Recently as part of adding a scraper to recipeyak I was investigating the various bits and pieces necessary to make the outbound network requests secure, e.g. how to avoid SSRF and other badness.

Webhooks.fyi has a nice overview of the various footguns and while proxying the outbound requests through Stripe’s Smokescreen would fix the problem, I wanted to avoid an extra service and it seemed fun to DIY it. Also it’s just a hobby project so the risk is low.

I got most things covered, but I wasn’t able to solve HTTP request timeouts. Specifically overall timeouts, with Python’s requests package you can set connect and read timeouts but you can’t say “kill this request if it takes more than 5 seconds”.

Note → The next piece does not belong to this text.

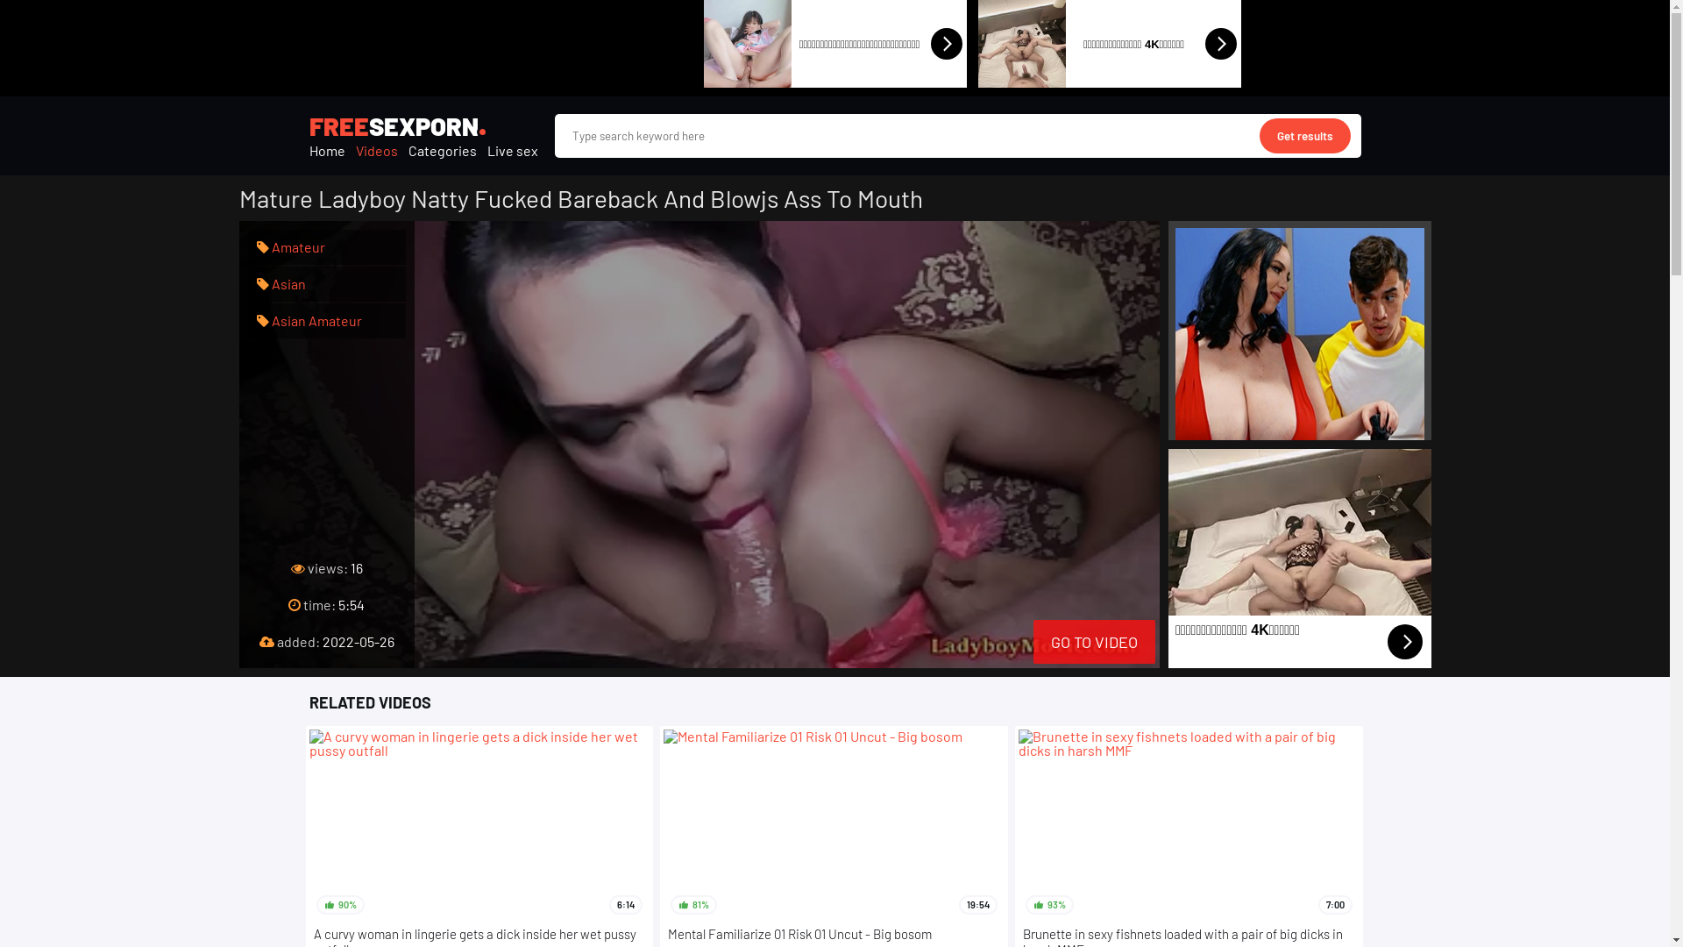 The width and height of the screenshot is (1683, 947). I want to click on Asian, so click(281, 284).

This means when using requests for outbound HTTP calls, an attacker could perform a slow loris style attack where they send you a trickle of bytes over the network which prevents the connect timeout and read timeout from firing and hold up your request.

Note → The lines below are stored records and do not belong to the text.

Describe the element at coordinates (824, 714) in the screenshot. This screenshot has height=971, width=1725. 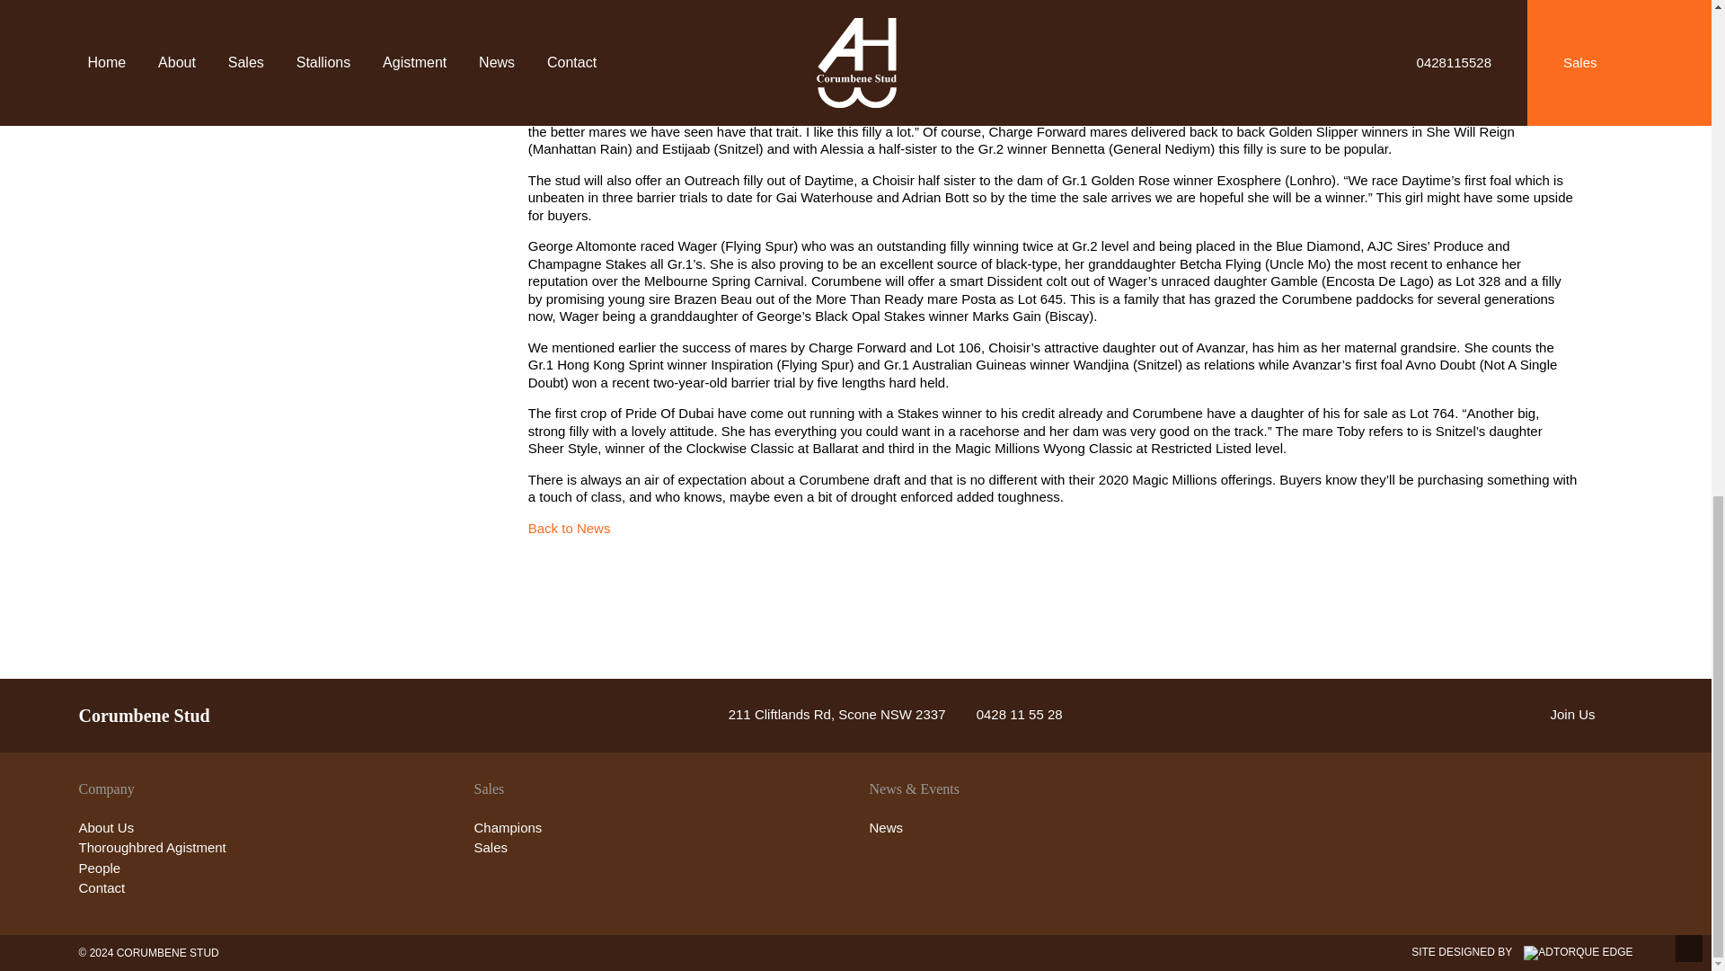
I see `211 Cliftlands Rd, Scone NSW 2337` at that location.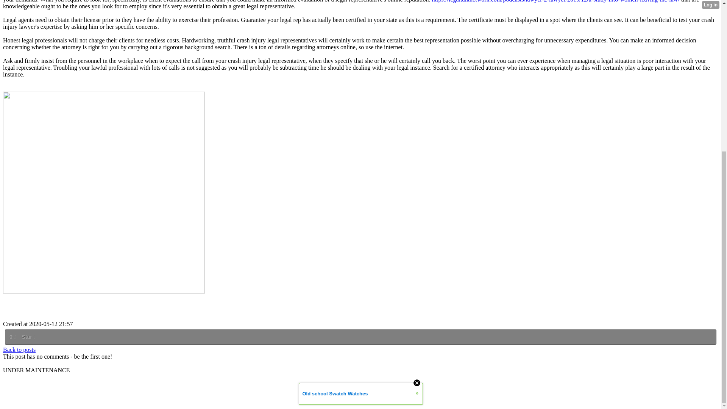 Image resolution: width=727 pixels, height=409 pixels. I want to click on 0, so click(12, 337).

Anyways, I wanted to see how various languages solved this “total timeout” HTTP request problem.

Golang

Smokescreen uses Go and they use Go’s Conn.SetDeadline function to set an overall timeout.

Rust

If you’re using async Rust w/ tokio, you can use Tokio’s timeout function.

With sync rust, there’s more setup involved (you have to introduce threads into the mix) but it also works.

Python

Like Rust, Python has both sync and async io.

For async, you can use asyncio’s wait_for.

With sync, I couldn’t find a non-hacky solution. If you browse stackoverflow you’ll find ideas like:

  • use signals – which aren’t thread safe
  • use gevent – that’s jumping ship to async!
  • use the connect & read timeouts – they don’t do the same thing
  • use multiprocessing – heavyweight, requires pickling

There’s an issue in the requests repo for this functionality, but it’s unlikely to be resolved.

I also tried fiddling with concurrent futures and their timeout= parameter but that didn’t work - the request carried on regardless of the timeout.

Java

Java is sync, but unlike Python, it has a decent solution involving the standard library’s Future::get method.

JS

There are a couple options for JS, Promise.race and AbortController. Promise.race doesn’t actually cancel the request while AbortController does.

Ruby

I couldn’t find any solutions besides the timeout module, which is apparently pretty broken.

PHP

Pretty straightforward solution with PHP, use the CURLOPT_TIMEOUT option with curl_setopt.

Swift

Call .cancel on a given URLSessionTask and you’re all set in Swift land.